I started to make my way back to the McPherson Square area, where the bulk of the protesters were. Winding through the streets (the most direct route was now cut off by the police, with the parade imminent), the crowd was about evenly divided between Trump fans and protesters. My efforts to engage the Trump supporters met with little response.

“He’s gonna be great,” said one middle-aged, middle-class type in an old-school suit, walking with his wife. “He’s gonna concentrate on real things, instead of wasting time and money on silly things like Obama’s been doing.” When I asked him what sort of “real” things he meant, he ventured: “Law enforcement.”

We arrived at Farragut Square, established as a sort of staging ground by the protesters, with big tents and displays set up. The surrounding streets were filled with noisy, spirited anti-Trump protesters, some beating on drums and most holding handmade signs.

I marched with them toward McPherson — beyond which, the police were blocking access, and hundreds of arrestees waited endlessly in “kettles.” Just before the police lines, some hotheads had set a garbage can on fire, and the air was filled with acrid smoke.

A young Asian woman had a hand-scrawled message with a wistful but determined tone: “YES WE COULD, YES WE DID, YES WE WILL.” Her name was Selena (she declined to give a surname), and she works with a juvenile justice advocacy group in Baltimore. I asked, What will we do? “Keep protesting, keep fighting,” she said.

Two young white guys held aloft a big banner with a reproduction of a panel from a 1940s comic book showing Captain America slugging Hitler and sending him flying. The caption: “Fighting Nazis is an American tradition! Stop the ‘alt-right’!”

One of the two was Gabe Lezra, a lawyer from New York City. When asked about his banner, he replied, “The alt-right represents a fascistic current in American politics, reflected in waves of hate crimes. One of the most important cultural battles going on now is against the emergence of a radical European-style right-wing politics in this country.”

A sandy-haired man held a particularly provocative sign — for this crowd. It had the faces of Ralph Nader and Jill Stein — the Green Party presidential candidates in 2000 and 2016, respectively — in red circles with slashes across them. It read: “When is the delusional ‘Green Party’ going to stop electing Republicans?”

The sign holder was Sean McCrohon, a D.C.-area independent researcher.

“Hillary was not perfect, obviously,” he said. “But we had a binary choice and a vote for anyone else was a vote for Donald Trump. There’s no sense in America in creating minor parties. You have to build coalitions. It’s slow and frustrating. It’s important to challenge young people who think there’s no difference between the Democrats and Republicans.”

And now?

“God knows we’re facing the worst president since the Civil War — since Jefferson Davis,” he said. “He has the mind of a 7-year-old, and he has the ability to destroy the world. We have to do everything we can to resist. I’ve never felt so despairing about the future of the country.”

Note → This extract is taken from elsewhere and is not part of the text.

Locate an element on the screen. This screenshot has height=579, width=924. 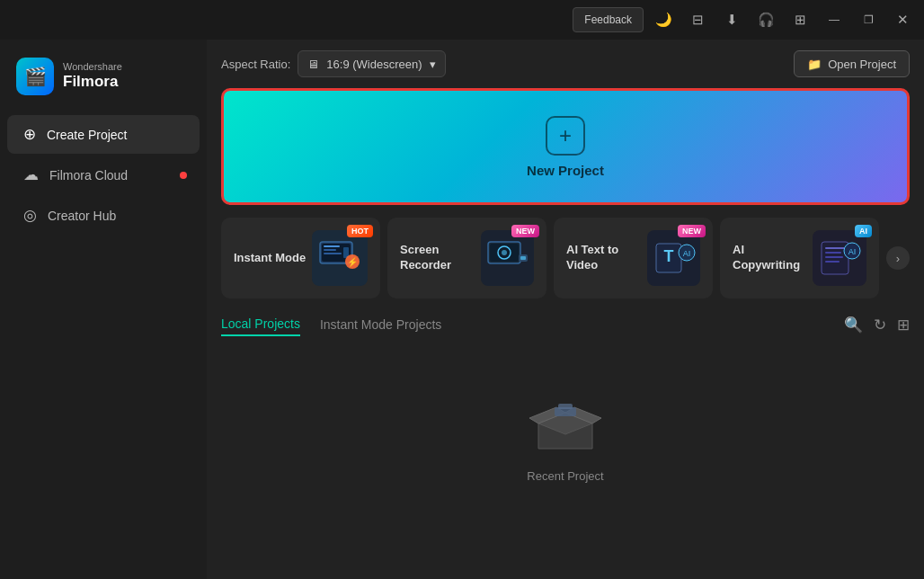
folder-icon: 📁 is located at coordinates (814, 65).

He also recommended, “We have to force the Democrats to stop him from acting on his agenda, to filibuster, to do whatever it takes.”

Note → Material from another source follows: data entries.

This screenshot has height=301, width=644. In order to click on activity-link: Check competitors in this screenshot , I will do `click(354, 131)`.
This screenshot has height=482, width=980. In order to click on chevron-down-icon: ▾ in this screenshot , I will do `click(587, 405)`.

Staceyann Chin, a Jamaica-born Brooklyn-based poet, story-teller and L.G.B.T.  activist, was taking in the scene as I was. I asked her thoughts on the challenges ahead. Staying in town for the massive Women’s March the following day, she emphasized the urgency of moving beyond single-issue politics.

“We’re going to have to be multi-sectorial and multi-platform,” she said. “Everything we do has got to make the connections. We have to talk to each other like never before. We have to find out what ‘together’ looks like. The system is predicated on division. But we’re in a new soup.”

Almost as an admonition to herself, she added, “I have to remind myself why tomorrow is important, and why the next four years of resistance is important — mandated, in fact.”